Inlet

An inlet is an indentation of a shoreline, usually long and narrow, such as a small bay or arm,[1] that often leads to an enclosed body of salt water, such as a sound, bay, lagoon, or marsh.

Bay at the Gulf of Salerno

Overview

In sea coasts, the term "inlet" usually refers to the actual connection between a bay and the ocean and is often called an "entrance" or a recession in the shore of a sea, lake, or river. A certain kind of inlet created by glaciation is a fjord, typically but not always in mountainous coastlines and also in montane lakes.

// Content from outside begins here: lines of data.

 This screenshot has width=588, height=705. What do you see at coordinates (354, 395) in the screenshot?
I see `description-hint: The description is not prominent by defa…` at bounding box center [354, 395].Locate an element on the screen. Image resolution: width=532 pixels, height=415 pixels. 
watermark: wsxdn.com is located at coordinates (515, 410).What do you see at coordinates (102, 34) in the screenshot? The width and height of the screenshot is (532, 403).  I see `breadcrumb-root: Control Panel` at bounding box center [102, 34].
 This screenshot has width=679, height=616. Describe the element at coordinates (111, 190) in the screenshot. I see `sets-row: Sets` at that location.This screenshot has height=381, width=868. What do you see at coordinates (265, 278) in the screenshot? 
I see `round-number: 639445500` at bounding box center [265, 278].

Complexes of large inlets or fjords may be called sounds, e.g., Puget Sound, Howe Sound, Karmsund (sund is Scandinavian for "sound"). Some fjord-type inlets are called canals, e.g., Portland Canal, Lynn Canal, Hood Canal, and some are channels, e.g., Dean Channel and Douglas Channel.

Tidal amplitude, wave intensity, and wave direction are all factors that influence sediment flux in inlets.[2]

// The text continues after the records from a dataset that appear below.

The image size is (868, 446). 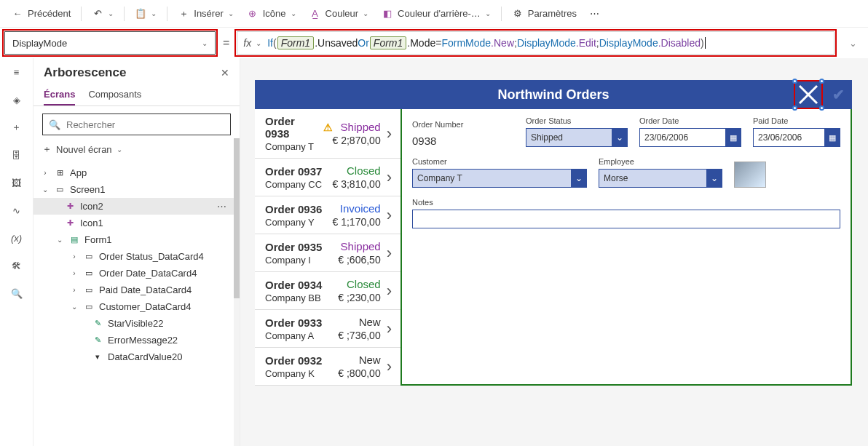 I want to click on overflow-button: ⋯, so click(x=594, y=13). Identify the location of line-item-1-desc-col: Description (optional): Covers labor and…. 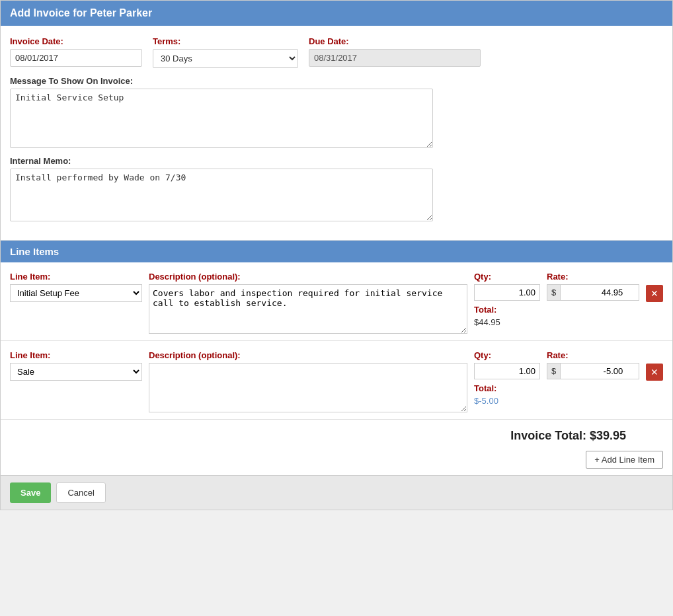
(308, 303).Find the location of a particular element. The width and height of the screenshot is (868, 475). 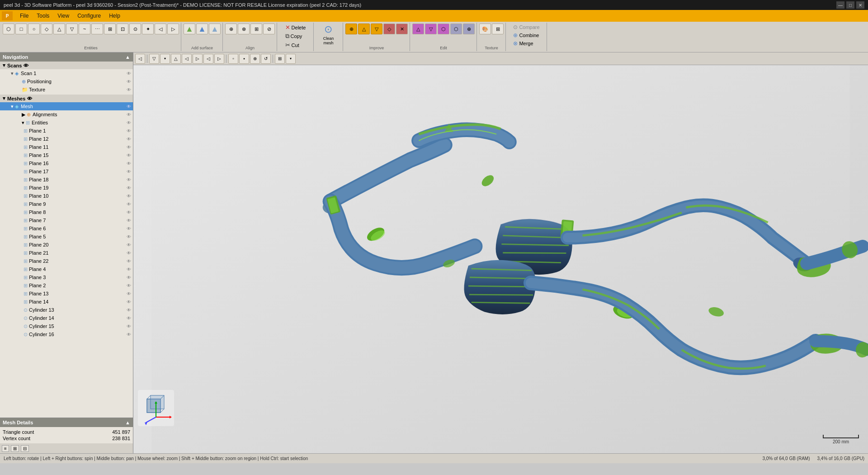

plane20-item: ⊞Plane 20👁 is located at coordinates (66, 245).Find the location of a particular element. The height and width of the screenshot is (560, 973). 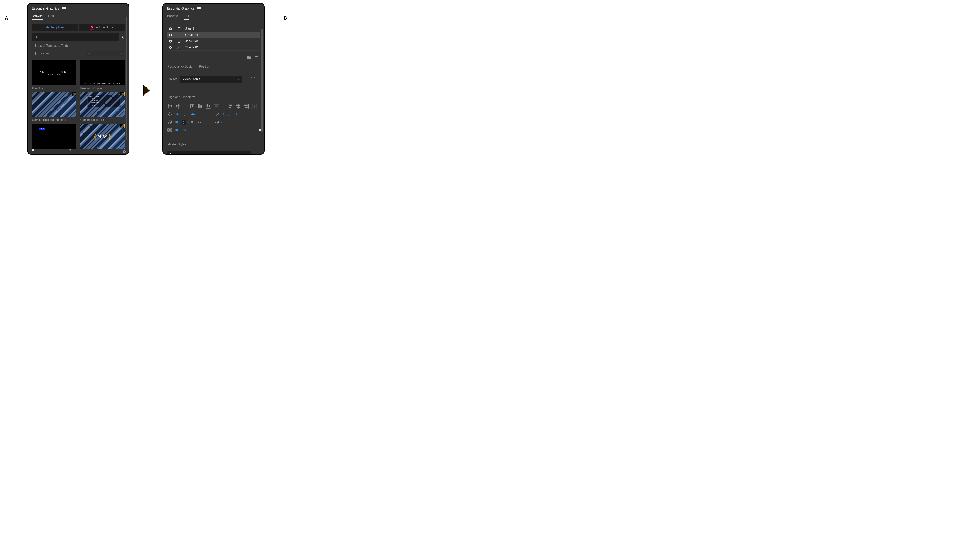

align-right-edge-icon is located at coordinates (247, 106).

On low slope sandy coastlines, inlets often separate barrier islands and can form as the result of storm events.[3] Alongshore sediment transport can cause inlets to close if the action of tidal currents flowing through an inlet do not flush accumulated sediment out of the inlet.[4]

gollark: Three of those are software, not hardware.
gollark: Again, PRISM.
gollark: * copied, not lost
gollark: I mean, see, osmarks.tk employs something like one person and we have two servers! Google has thousands of people who maybe have access, could actually make money off selling data, and has a lot of places it could get lost.
gollark: You SHOULD NOT trust them. You have NO VALID REASON to trust them. You have MANY GOOD REASONS to distrust them.

See also

Notes

  1. "inlet". Dictionary.com. Ask.com. Retrieved July 6, 2014.
  2. Chen, Jia-Lin; Hsu, Tian-Jian; Shi, Fengyan; Raubenheimer, Britt; Elgar, Steve (2015-06-01). "Hydrodynamic and sediment transport modeling of New River Inlet (NC) under the interaction of tides and waves". Journal of Geophysical Research: Oceans. 120 (6): 4028–4047. doi:10.1002/2014JC010425. hdl:1912/7468. ISSN 2169-9291.
  3. Safak, Ilgar; Warner, John C.; List, Jeffrey H. (2016-12-01). "Barrier island breach evolution: Alongshore transport and bay-ocean pressure gradient interactions". Journal of Geophysical Research: Oceans. 121 (12): 8720–8730. doi:10.1002/2016jc012029. hdl:1912/8812. ISSN 2169-9291.
  4. Swart, H. E. de; Zimmerman, J. T. F. (2009). "Morphodynamics of Tidal Inlet Systems". Annual Review of Fluid Mechanics. 41 (1): 203–229. doi:10.1146/annurev.fluid.010908.165159.

References

  • Bruun, Per; A.J. Mehta (1978). Stability of Tidal Inlets: Theory and Engineering. Amsterdam: Elsevier Scientific Pub. Co. p. 510. ISBN 978-0-444-41728-2. be pub co
This article is issued from Wikipedia. The text is licensed under Creative Commons - Attribution - Sharealike. Additional terms may apply for the media files.